IBM has a renewed focus on Design Thinking that is transforming the way software and solutions are created. And although office doors aren’t something IBM designs and builds, I like to use the example of doors at IBM Hursley (installed in the 1980s) as how not to design simple things things simply.

These doors are one of the first things our visiting clients encounter when they arrive, and one of the last things they use before they leave. In comparison with them, the self-flushing cisterns and soap dispensers in our on-site toilets are a miracle of modern technology.

All IBM buildings are badge-controlled for security. There are two ways to enter IBM Hursley from our Main Reception. The first question is: which set of doors to choose?

ReceptionArrows

There is a pair of doors to either side of the welcome desk. The receptionist or your IBM host can tell you which pair to choose, I suppose – though some visitors are from other IBM sites, and they do not need to “sign in” or speak to the receptionists. (You should do, even if just to say hello – they’re lovely. Not everyone does, but people are strange.)

Perhaps you decide to try and to work it out for yourself.

Reception doors

   More doors

When you approach your chosen set of doors, you’ll find there is some documentation:

  • Policy rules about having to wear a badge, and having to use your ID card in the door’s badge reader.
  • An image on the badge reader showing you how to orient your magstripe.
  • A red PUSH printed into the upper part of a long metal handle that looks like it’s designed to pull.
  • But there are also two metal plates (which stop the door swinging beyond the frame) that look like push plates.
  • And finally, because the latch tends to stick and you therefore need to “rattle” the door a bit to disengage it, there’s a further sign in a different font that tells you to “PULL and then PUSH door” with a sad little coda that says “thank you.”

DoorCloseUpArrows

Now you’ve decided which order to read these signs in, and chosen which of the two doors to use. You may have a confusing moment if someone comes through one of the doors, because they’re designed as unique “in” and “out” doors, like those for a restaurant kitchen. And depending whether you choose the left pair or the right pair, the “in” door is different. 

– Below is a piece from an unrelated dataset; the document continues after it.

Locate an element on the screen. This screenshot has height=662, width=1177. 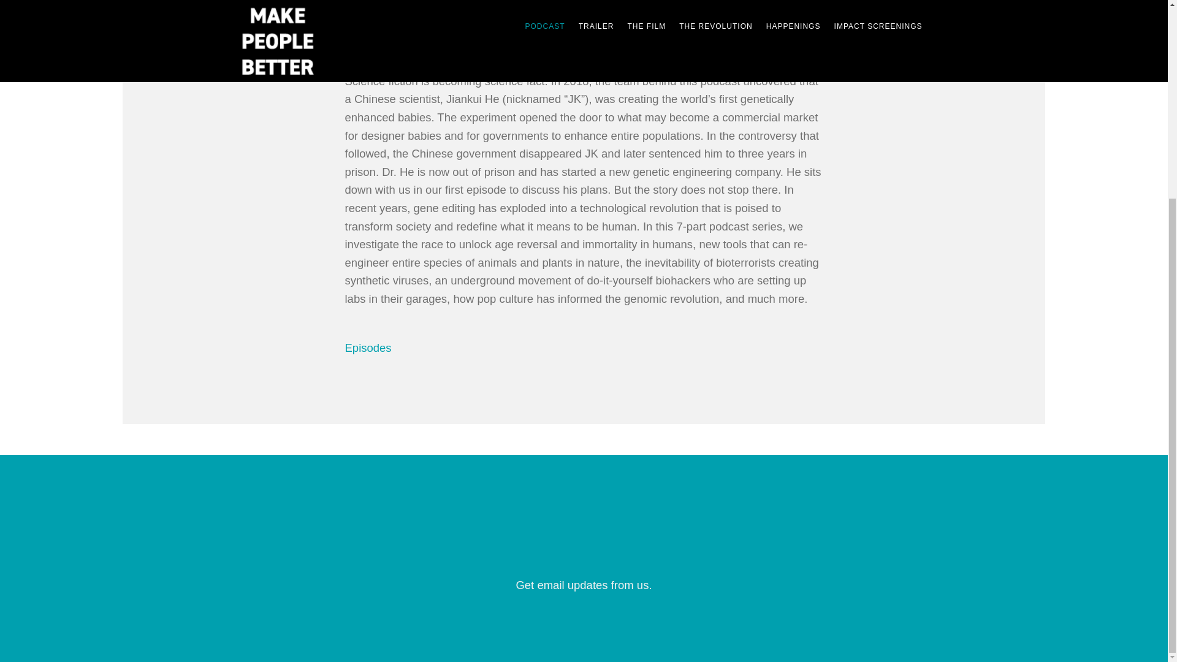
Episodes is located at coordinates (368, 347).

Once you get through the door, you’ll find yourself in a through corridor – and realise that it didn’t matter which pair of doors you chose, because both sets lead in here.

Corridor

On your way out, you will probably remember that it doesn’t matter which doors you choose for leaving the building. Unless you forget, or you came into the building via a different route. There’s no clear indication that these doors lead to Reception and the exit. Perhaps you’ll recognise the distinctive furniture through the non-opaque parts of the door.

But even if you do remember, the way you get out through the same pair of doors is different from the way you get in. That’s because you don’t need badge access to get into Reception, and so the sequence is:

  • Press a button, and wait for the light to go green
  • Choose the correct door, rattle the handle, and then push.

The way out

It will reassure you to know that this design was not the handiwork of the IBM documentation teams responsible for products, nor were the doors designed by IBM. Now that they are installed, it’s admittedly a bit harder to redesign and replace the doors. And perhaps those of us who have worked at IBM Hursley for a while have simply got used to them.

But then perhaps we’d assume that people would get used to knowing how to use stairs. Which is where this blog post started. And that’s even before we take into account that not everyone finds it easy to use stairs.